[Collected data]
--------------------------------

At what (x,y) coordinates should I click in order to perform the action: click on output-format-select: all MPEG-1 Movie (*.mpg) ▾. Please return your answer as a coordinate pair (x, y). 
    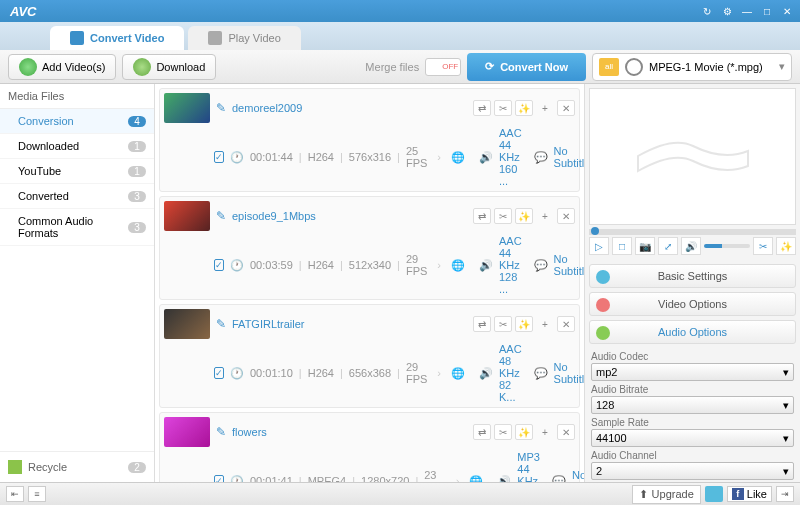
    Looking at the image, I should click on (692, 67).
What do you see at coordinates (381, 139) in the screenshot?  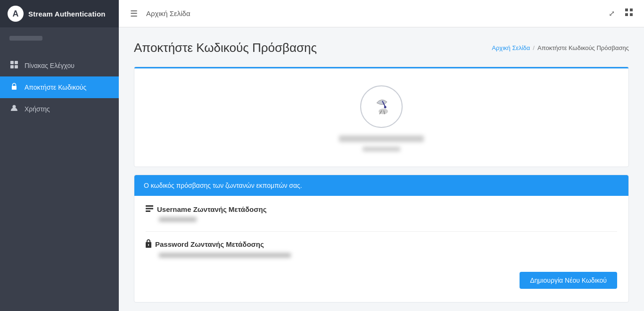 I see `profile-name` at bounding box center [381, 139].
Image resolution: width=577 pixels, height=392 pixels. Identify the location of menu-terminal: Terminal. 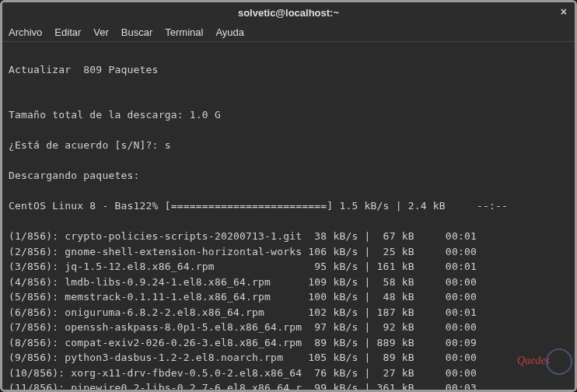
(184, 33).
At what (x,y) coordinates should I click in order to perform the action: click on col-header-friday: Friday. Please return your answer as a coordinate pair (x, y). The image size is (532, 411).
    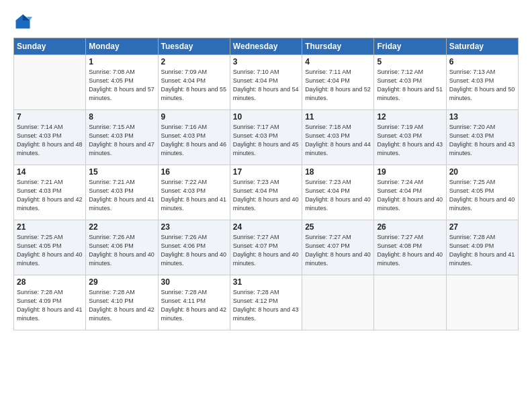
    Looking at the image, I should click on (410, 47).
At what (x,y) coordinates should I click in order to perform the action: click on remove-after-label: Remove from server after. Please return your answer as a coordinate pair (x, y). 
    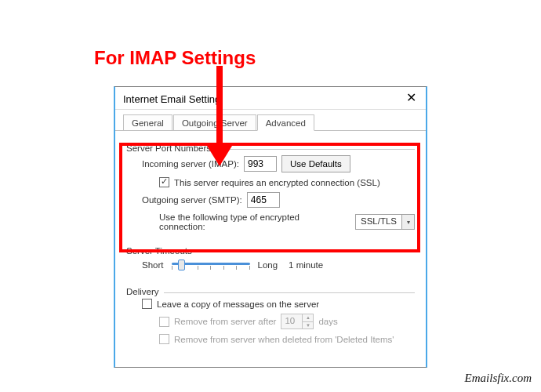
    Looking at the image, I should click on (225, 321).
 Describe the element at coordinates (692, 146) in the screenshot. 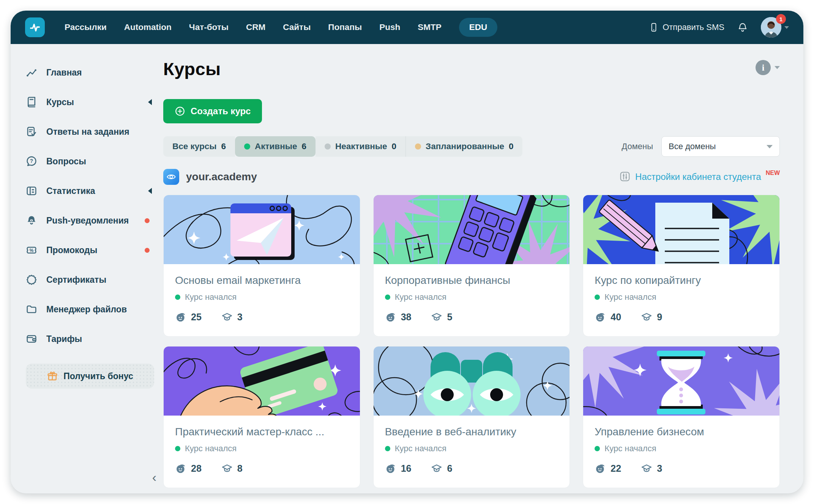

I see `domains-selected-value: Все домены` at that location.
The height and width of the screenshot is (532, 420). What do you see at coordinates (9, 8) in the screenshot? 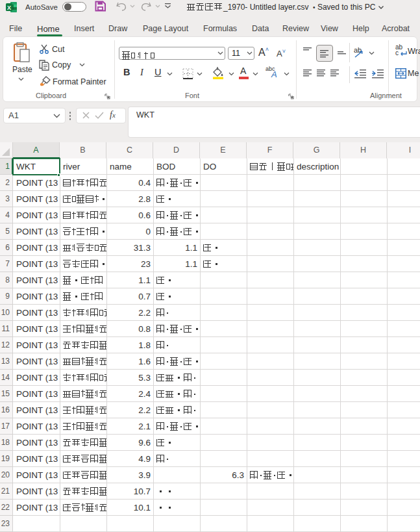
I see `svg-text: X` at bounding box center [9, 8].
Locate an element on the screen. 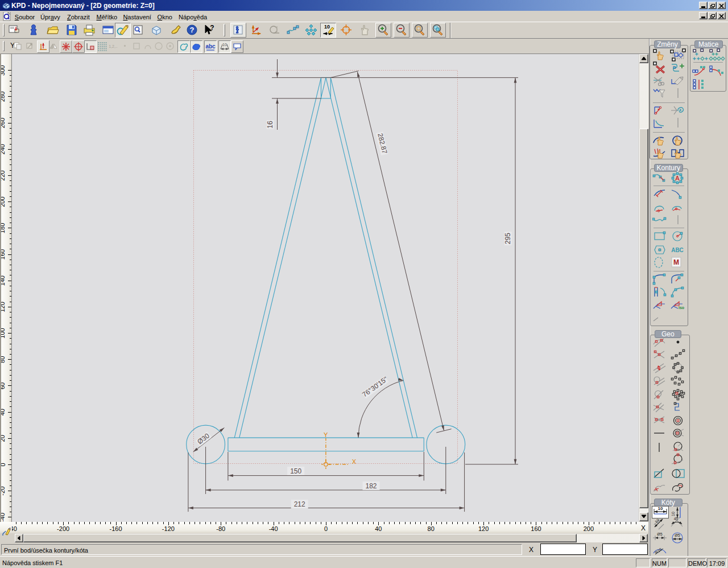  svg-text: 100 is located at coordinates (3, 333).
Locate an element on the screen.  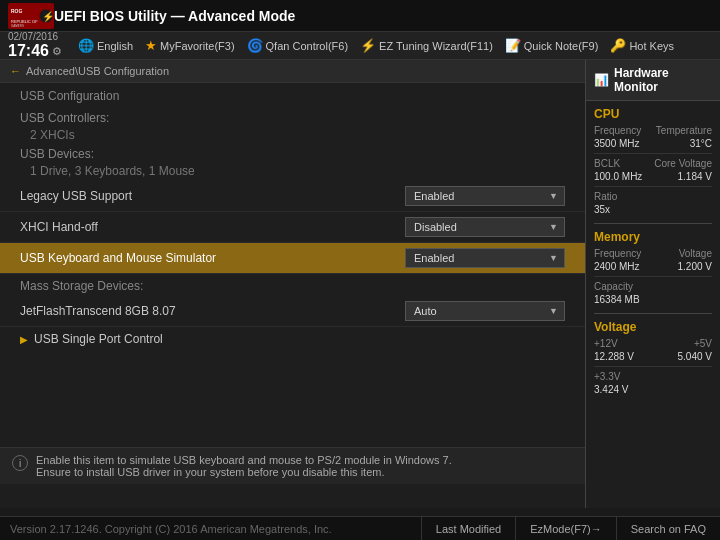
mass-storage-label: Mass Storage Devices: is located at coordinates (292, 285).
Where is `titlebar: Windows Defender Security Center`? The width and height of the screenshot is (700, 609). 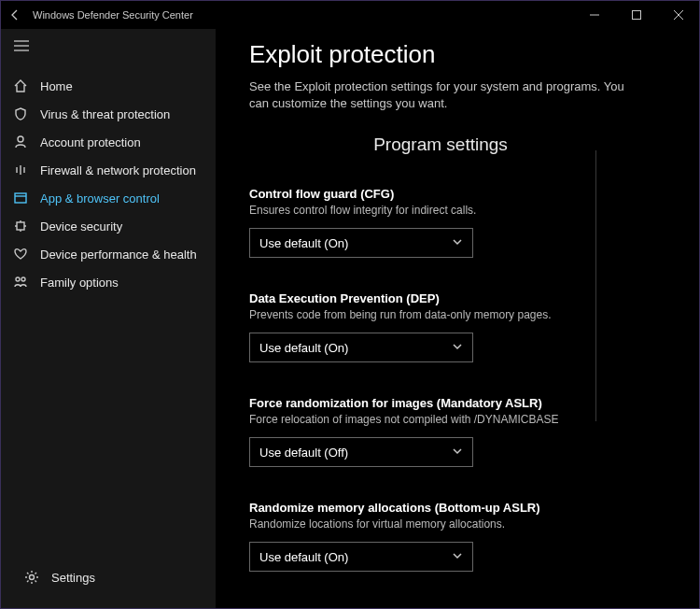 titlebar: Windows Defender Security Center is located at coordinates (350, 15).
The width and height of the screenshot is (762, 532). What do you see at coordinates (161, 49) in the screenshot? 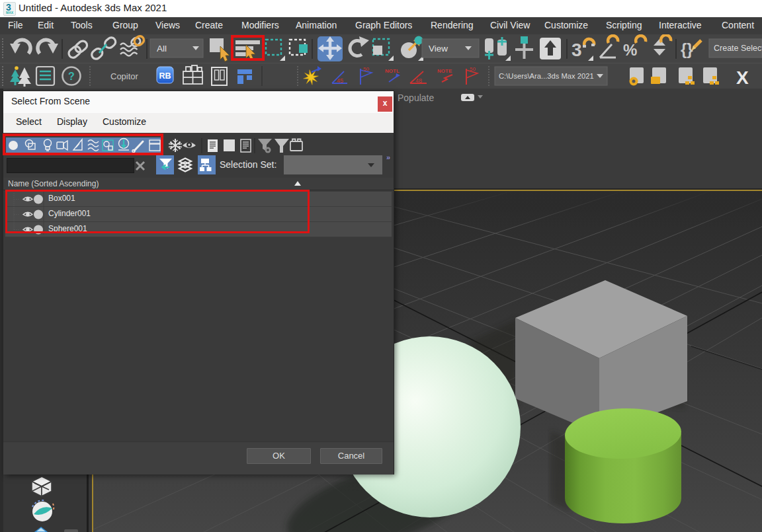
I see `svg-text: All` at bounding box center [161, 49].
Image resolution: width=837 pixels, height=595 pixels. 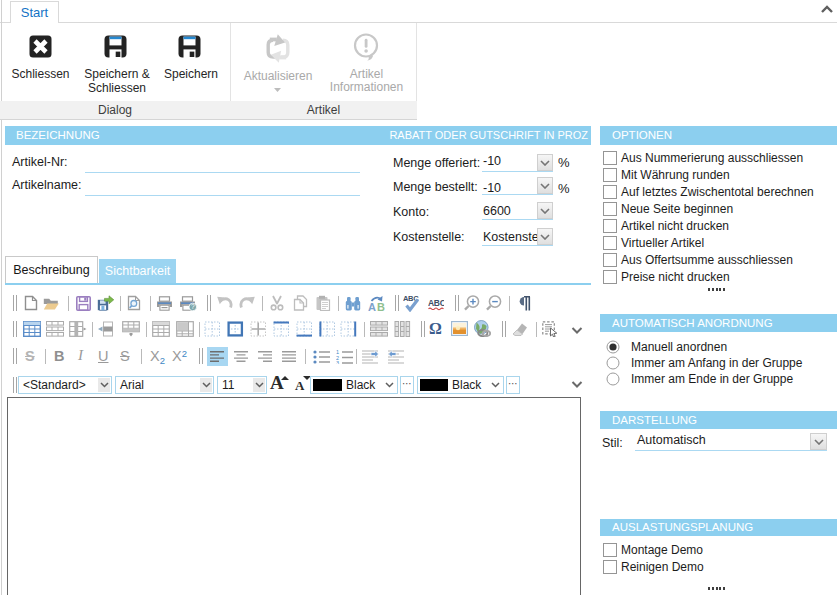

--------------------------------

**GOAL OF THE EXERCISE**:
From the line that contains "The width and height of the screenshot is (762, 532)." to the last line of the data, print each line exactly, both ends included, and omit the pictures.

**FINISHED TASK**:
The width and height of the screenshot is (762, 532). What do you see at coordinates (161, 49) in the screenshot? 
I see `svg-text: All` at bounding box center [161, 49].
Image resolution: width=837 pixels, height=595 pixels. 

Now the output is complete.